• DarkCloud@lemmy.world
    link
    fedilink
    English
    arrow-up
    16
    arrow-down
    2
    ·
    edit-2
    5 months ago

    I’m not sure why they tried this.

    ‘We made a VR games headset, but replaced the games with office related programs, like calenders and notepads’

    Did any of them ever use an Oculus Quest? Like, why did they try this? Is this Apple’s Google Glass moment? Did they really think that if you pay enough youtubers to wear it in public, normal people would magically go into car-level debt to emulate them?

    In fact, I’ll go as far as to say this campaign and price point was a bigger mistake, and a louder failure than Google Glasses.

    • atocci@lemmy.world
      link
      fedilink
      English
      arrow-up
      4
      ·
      5 months ago

      I don’t know how far things have come since the aptly named Acer AH101-D8EY, but that was the last time I tried to be “productive” in VR and it was absolutely not working.

    • PixelProf@lemmy.ca
      link
      fedilink
      English
      arrow-up
      3
      ·
      5 months ago

      My guess was that they knew gaming was niche and were willing to invest less in this headset and more in spreading the widespread idea that “Spatial Computing” is the next paradigm for work.

      I VR a decent amount, and I really do like it a lot for watching TV and YouTube, and am toying with using it a bit for work-from-home where the shift in environment is surprisingly helpful.

      It’s just limited. Streaming apps aren’t very good, there’s no great source for 3D movies (which are great, when Bigscreen had them anyways), they’re still a bit too hot and heavy for long-term use, the game library isn’t very broad and there haven’t been many killer app games/products that distinct it from other modalities, and it’s going to need a critical amount of adoption to get used in remote meetings.

      I really do think it’s huge for given a sense of remote presence, and I’d love to research how VR presence affects remote collaboration, but there are so many factors keeping it tough to buy into.

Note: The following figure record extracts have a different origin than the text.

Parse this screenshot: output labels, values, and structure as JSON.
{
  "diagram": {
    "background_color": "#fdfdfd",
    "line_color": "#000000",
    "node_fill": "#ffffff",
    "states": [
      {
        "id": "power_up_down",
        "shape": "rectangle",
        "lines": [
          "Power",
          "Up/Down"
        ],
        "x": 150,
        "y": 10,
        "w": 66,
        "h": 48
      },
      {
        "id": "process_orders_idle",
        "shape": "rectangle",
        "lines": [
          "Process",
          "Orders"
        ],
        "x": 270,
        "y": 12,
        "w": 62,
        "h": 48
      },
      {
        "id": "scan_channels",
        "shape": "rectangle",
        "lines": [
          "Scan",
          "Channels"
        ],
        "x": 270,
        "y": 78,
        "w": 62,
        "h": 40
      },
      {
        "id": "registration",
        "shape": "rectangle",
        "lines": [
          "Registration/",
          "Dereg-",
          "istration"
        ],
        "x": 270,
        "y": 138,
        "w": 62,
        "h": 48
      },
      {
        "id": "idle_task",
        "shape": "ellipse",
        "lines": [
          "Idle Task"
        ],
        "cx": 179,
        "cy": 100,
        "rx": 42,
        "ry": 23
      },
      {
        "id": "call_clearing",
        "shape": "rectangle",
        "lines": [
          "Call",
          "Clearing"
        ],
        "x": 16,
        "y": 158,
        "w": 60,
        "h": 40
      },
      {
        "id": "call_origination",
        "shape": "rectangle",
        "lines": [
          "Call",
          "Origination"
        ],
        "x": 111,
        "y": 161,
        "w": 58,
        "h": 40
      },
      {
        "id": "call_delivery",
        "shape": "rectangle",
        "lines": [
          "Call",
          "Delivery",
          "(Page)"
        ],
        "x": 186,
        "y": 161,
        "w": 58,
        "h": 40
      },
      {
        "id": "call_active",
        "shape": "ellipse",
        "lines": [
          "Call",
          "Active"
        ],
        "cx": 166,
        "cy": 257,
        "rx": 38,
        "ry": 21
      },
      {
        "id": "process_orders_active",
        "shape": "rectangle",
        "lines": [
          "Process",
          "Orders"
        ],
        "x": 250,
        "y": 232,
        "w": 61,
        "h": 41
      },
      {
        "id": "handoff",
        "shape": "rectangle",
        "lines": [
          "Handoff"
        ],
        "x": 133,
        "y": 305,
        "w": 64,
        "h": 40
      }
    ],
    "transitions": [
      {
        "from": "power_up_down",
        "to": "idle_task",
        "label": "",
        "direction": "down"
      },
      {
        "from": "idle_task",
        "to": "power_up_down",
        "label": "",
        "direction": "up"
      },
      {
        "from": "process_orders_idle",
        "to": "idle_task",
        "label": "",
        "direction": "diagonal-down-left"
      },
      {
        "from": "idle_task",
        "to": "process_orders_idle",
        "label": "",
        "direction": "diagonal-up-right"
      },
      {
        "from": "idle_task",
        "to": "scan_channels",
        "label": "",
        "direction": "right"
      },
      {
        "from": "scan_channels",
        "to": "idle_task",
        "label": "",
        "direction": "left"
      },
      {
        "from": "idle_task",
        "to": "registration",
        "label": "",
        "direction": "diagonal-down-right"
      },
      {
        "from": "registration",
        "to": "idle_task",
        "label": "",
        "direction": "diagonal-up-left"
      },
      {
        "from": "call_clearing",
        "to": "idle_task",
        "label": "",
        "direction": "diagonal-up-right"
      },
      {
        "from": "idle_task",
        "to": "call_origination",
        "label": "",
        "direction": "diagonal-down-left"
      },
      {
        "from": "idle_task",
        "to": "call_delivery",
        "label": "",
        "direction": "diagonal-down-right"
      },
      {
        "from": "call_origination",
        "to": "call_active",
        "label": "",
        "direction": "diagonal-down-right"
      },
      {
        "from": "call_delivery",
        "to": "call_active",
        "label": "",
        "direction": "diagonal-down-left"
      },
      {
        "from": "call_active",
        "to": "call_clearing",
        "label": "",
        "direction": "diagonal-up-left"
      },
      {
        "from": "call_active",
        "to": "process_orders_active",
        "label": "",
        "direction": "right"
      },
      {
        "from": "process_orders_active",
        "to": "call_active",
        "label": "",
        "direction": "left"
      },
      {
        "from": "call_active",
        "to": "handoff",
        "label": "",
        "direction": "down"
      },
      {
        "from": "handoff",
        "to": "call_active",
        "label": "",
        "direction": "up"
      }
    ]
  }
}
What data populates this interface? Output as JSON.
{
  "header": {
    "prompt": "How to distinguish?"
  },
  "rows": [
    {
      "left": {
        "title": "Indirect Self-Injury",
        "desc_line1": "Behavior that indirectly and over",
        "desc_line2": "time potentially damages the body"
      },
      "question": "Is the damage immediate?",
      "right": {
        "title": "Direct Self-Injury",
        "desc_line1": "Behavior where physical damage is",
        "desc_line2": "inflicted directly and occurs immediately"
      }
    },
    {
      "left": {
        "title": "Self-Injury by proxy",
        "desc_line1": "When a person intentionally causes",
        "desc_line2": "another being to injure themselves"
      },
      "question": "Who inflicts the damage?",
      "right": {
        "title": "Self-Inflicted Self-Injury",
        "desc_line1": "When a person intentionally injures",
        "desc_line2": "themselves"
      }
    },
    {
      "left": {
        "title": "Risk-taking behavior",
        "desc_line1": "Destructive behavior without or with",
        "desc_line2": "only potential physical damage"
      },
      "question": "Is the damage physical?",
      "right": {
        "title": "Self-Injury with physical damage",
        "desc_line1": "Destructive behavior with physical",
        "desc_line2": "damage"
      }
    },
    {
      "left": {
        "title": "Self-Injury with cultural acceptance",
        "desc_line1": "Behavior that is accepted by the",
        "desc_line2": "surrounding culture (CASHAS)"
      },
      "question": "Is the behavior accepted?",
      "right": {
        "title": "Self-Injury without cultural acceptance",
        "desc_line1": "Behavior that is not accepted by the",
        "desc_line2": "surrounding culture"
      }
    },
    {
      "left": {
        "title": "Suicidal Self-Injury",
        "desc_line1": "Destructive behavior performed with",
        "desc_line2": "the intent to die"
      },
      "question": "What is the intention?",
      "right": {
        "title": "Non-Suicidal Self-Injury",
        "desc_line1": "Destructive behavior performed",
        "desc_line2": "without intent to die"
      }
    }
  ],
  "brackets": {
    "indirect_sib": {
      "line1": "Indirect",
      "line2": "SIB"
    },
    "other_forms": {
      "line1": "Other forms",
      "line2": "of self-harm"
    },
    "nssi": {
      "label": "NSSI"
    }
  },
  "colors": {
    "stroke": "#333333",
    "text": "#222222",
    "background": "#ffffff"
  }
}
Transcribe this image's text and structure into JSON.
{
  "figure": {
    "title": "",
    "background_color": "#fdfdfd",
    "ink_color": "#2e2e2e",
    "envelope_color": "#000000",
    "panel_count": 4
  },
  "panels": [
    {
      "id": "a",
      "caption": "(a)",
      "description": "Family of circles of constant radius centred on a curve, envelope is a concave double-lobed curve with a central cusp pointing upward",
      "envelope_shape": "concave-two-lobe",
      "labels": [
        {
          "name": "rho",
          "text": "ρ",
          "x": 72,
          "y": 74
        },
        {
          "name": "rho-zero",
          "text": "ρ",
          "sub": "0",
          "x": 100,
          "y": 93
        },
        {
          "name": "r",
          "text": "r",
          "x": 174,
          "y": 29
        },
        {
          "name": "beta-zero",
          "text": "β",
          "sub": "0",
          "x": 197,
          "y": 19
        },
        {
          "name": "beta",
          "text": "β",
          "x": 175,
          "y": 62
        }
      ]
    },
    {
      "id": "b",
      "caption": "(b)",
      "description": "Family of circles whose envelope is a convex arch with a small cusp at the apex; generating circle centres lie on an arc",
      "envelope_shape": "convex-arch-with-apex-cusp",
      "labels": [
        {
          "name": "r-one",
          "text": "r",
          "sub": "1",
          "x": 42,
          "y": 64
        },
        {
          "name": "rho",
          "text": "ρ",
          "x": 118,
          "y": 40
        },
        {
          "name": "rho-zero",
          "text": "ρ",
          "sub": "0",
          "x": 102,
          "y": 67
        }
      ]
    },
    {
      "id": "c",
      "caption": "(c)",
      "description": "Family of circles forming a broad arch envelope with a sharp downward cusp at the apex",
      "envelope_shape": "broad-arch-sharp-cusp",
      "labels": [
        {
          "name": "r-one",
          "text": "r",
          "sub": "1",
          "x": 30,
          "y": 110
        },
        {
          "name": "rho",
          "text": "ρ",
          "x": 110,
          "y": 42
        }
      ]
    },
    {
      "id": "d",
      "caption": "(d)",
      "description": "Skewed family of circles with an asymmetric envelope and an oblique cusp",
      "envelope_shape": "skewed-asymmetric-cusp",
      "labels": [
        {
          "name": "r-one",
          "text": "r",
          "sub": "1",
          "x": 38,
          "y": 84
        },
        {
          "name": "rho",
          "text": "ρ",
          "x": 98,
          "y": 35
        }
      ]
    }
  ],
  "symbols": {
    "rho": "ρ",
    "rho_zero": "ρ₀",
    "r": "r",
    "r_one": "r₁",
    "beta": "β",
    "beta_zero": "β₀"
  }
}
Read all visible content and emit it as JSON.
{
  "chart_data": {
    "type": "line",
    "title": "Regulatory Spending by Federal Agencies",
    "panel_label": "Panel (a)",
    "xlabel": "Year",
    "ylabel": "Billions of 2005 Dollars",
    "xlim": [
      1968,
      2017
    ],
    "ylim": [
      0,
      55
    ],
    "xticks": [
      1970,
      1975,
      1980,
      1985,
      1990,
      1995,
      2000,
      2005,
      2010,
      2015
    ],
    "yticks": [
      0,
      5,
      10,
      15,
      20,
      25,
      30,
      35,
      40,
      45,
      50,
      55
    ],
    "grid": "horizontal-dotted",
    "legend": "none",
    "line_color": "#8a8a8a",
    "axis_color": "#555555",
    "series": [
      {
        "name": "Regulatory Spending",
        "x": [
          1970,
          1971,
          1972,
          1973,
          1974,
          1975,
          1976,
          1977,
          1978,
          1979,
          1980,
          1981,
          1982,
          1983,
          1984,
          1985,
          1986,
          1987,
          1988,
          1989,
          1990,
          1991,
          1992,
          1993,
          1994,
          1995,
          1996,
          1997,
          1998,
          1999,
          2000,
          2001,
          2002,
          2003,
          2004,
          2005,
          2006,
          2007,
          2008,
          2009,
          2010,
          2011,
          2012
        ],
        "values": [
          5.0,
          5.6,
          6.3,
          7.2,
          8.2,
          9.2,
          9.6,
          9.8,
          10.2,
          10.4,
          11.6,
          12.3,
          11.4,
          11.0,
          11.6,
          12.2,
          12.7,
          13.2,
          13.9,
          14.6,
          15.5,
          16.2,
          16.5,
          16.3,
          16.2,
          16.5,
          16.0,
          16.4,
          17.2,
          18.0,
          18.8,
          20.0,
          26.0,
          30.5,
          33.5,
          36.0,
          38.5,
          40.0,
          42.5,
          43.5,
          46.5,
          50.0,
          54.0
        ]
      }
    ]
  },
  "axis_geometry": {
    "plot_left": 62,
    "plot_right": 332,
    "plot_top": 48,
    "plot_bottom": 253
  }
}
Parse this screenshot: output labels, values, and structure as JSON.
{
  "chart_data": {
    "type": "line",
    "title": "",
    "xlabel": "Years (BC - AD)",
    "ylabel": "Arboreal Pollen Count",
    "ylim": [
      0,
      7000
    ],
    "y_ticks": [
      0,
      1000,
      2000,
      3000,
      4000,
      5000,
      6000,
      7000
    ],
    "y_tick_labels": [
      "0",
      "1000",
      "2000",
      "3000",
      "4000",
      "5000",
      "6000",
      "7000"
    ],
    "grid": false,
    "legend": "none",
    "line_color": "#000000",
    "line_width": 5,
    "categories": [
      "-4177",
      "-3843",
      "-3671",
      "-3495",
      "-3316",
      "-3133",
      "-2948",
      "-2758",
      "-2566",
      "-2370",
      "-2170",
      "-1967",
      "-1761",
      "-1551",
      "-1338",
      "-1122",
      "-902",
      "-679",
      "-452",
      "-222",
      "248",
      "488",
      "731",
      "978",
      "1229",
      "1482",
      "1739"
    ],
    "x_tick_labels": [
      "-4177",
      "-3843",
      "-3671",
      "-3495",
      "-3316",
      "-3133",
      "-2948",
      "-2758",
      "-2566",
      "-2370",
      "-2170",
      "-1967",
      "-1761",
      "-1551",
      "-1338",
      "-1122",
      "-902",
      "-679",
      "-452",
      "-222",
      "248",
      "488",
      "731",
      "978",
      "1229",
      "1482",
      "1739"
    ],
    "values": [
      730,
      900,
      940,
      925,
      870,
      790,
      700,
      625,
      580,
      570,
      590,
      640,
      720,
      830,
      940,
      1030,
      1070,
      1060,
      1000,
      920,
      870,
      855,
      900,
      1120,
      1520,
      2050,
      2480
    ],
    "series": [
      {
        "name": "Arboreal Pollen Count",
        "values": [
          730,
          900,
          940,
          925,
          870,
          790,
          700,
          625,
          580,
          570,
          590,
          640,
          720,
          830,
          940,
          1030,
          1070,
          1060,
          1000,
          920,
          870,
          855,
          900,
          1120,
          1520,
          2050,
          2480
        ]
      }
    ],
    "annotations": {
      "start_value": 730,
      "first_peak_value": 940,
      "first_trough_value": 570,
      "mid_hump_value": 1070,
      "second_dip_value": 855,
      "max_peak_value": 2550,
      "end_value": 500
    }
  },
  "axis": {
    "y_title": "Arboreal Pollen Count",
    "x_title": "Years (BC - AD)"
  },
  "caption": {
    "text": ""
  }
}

      They did try, though, and I think they’re on the right track. Facial capture for remote presence and hybrid meetings, extending the monitors to give more privacy and flexibility to laptops, strong AR to reduce the need to take the headset off - but they’re first selling the idea, and then maybe there will be a break. I’ll admit the industry is moving much slower than I’d anticipated back in 2012 when I was starting VR research.